Maids’ Moreton is a village on the northern edge of Buckingham alongside the road to Towcester, which follows the line of an ancient holloway. It is in the Domesday hundred of Stotfold. The land here is hilly and largely pasture. The village has an attractive high street with thatched, timber-framed houses, but the expansion of housing in Buckingham, especially in the period immediately before and after the Second World War.

The church is at the SE of the village centre, hence the N doorway rather than the S is the principal entrance. It is an imposing aisleless Perpendicular church with a tall nave and chancel and a W tower with a polygonal NW stair and the bell-openings set in deep giant arches with crocketed cusping. The nave has N and S porches; the N larger and more elaborate than the S. The chancel has a 19thc S vestry. Construction is of irregularly coursed stone blocks throughout. Pevsner described it as “highly individualistic Perp work which looks the outcome of great zest and generosity.” This is exemplified by the treatment of the bell stage of the tower, and also the fan-vaulted porches and the canopied triple sedilia in the chancel. Modifications to the N doorway are dated by an inscription to 1637. The church was restored in 1882 by J. P. St Aubyn, who also added the S vestry in 1887. The only Romanesque feature here is the font.

History

Leofwine of Nuneham Courtenay held a manor of 5 hides here both before the Conquest and in 1086. The manor also included a mill and meadow for 2 ploughs. A second manor, of 2 hides with meadow for 2 ploughs, was held by Wulfric, a man of Aelfric son of Goding, before the Conquest and by Turstin from Walter Giffard in 1086. Turstin also held a third manor, also from Walter Giffard.

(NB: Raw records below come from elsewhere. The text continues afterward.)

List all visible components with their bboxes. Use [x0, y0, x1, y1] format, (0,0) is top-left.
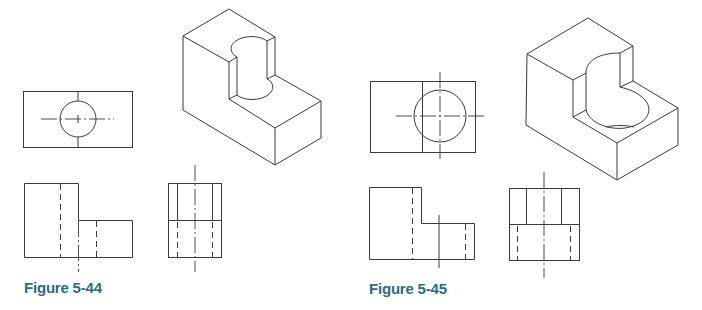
figure-caption-5-44: Figure 5-44	[24, 279, 102, 296]
iso-lower-top-front-edge	[229, 99, 275, 128]
fig44-side-view	[169, 165, 222, 272]
iso-lower-top-right-edge	[275, 101, 321, 128]
iso-top-back-edges	[527, 18, 633, 54]
figure-5-45-drawing	[370, 18, 679, 278]
iso-top-front-left-edge	[527, 54, 573, 80]
figure-caption-5-45: Figure 5-45	[369, 280, 447, 297]
iso-top-front-stub-right	[267, 37, 275, 41]
fig45-front-view	[370, 188, 475, 269]
fig44-top-view	[24, 92, 133, 148]
iso-bottom-left-edge	[183, 110, 275, 165]
figure-5-44-drawing	[24, 9, 322, 272]
fig45-isometric-view	[526, 18, 678, 180]
iso-lower-top-front-edge	[573, 117, 617, 143]
iso-bottom-right-edge	[617, 145, 678, 180]
iso-step-bottom-stub	[573, 110, 586, 117]
iso-step-back-stub	[267, 75, 275, 79]
iso-step-back-stub	[620, 81, 633, 87]
iso-top-front-stub-right	[620, 46, 633, 53]
drawing-canvas	[0, 0, 702, 310]
iso-left-vertical-edge	[526, 54, 527, 125]
fig45-side-view	[510, 172, 580, 278]
fig44-front-view	[25, 184, 133, 273]
iso-cutout-top-arc	[586, 53, 620, 73]
iso-bottom-right-edge	[275, 138, 321, 165]
front-view-outline	[370, 188, 475, 260]
iso-top-back-edges	[183, 9, 275, 37]
fig45-top-view	[371, 72, 485, 159]
iso-top-front-left-edge	[183, 36, 229, 62]
iso-lower-top-back-edge	[633, 81, 678, 108]
iso-top-front-stub-left	[573, 73, 586, 80]
iso-top-front-stub-left	[229, 57, 237, 62]
fig44-isometric-view	[183, 9, 321, 165]
iso-cutout-bottom-arc	[586, 87, 649, 128]
iso-lower-top-back-edge	[275, 75, 321, 101]
iso-cutout-bottom-arc	[237, 79, 273, 100]
iso-cutout-top-arc	[231, 37, 267, 57]
iso-step-bottom-stub	[229, 95, 237, 99]
iso-bottom-left-edge	[526, 125, 617, 180]
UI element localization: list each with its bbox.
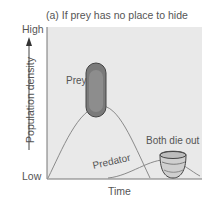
prey-population-icon [86,63,106,117]
up-arrow-icon [26,37,32,150]
predator-population-icon [160,151,186,178]
prey-curve-label: Prey [66,75,87,86]
both-die-out-annotation: Both die out [146,135,199,146]
plot-area [0,0,210,202]
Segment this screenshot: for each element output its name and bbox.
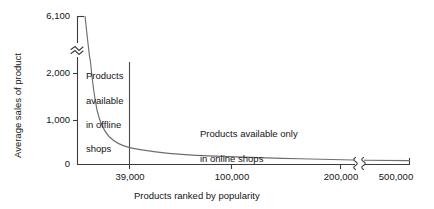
y-tick-label-6100: 6,100 (18, 10, 70, 22)
annotation-online-line-2: in online shops (200, 153, 298, 165)
annotation-offline-line-4: shops (86, 143, 124, 155)
y-tick-label-0: 0 (18, 158, 70, 170)
annotation-offline-line-2: available (86, 95, 124, 107)
x-tick-label-500000: 500,000 (358, 171, 434, 183)
long-tail-chart: 6,100 2,000 1,000 0 39,000 100,000 200,0… (0, 0, 434, 209)
annotation-online-line-1: Products available only (200, 128, 298, 140)
x-axis-title: Products ranked by popularity (134, 190, 260, 202)
x-axis-break-icon (354, 158, 366, 170)
y-tick-label-2000: 2,000 (18, 67, 70, 79)
annotation-offline-line-3: in offline (86, 119, 124, 131)
annotation-offline-shops: Products available in offline shops (86, 58, 124, 168)
annotation-online-shops: Products available only in online shops (200, 116, 298, 177)
y-axis-break-icon (71, 47, 83, 55)
y-tick-label-1000: 1,000 (18, 114, 70, 126)
annotation-offline-line-1: Products (86, 70, 124, 82)
x-tick-label-39000: 39,000 (95, 171, 165, 183)
y-axis-title: Average sales of product (12, 53, 24, 158)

This was assessed at 4 hides with meadow for 4 ploughs. Before the Conquest it was held as 3 manors by Aelfric son of Goding, Eadric, a man of Esger the staller and Saeward, a man of Azur son of Toti. At this time the vill was simply called Mortone. The 15thc church is traditionally believed to have been built by two maiden sisters of the Peover family, daughters of the last male heir, hence the prefix.

The parish is now in the Buckingham North benefice, i.e. Akeley, Leckhampstead, Lillingstone Dayrell, Lillingstone Lovell and Maids Moreton.

Features

Furnishings

Fonts

Comments/Opinions

The font is a product of the workshop from St Peter's,Northampton, active in the 1140s and '50s. Other fonts by these sculptors are found in Tiffield (the closest comparison), Green's Norton, Paulerspury, Dodford, Harpole and Weedon Lois (all Northants).

Bibliography

H. P. Maguire, 'A Twelfth-Century workshop inNorthampton', Gesta, 9, 1970, 11-25.

N. Pevsner and E. Williamson, Buildings ofEngland: Buckinghamshire.London1960, 2nd ed. 1994, 453-55.

RCHME, An Inventory of the Historical Monuments in theCountyofBuckingham. Volume 2 (north).London1913, 184-87.

Victoria County History: Buckinghamshire. IV (1927), 198-205.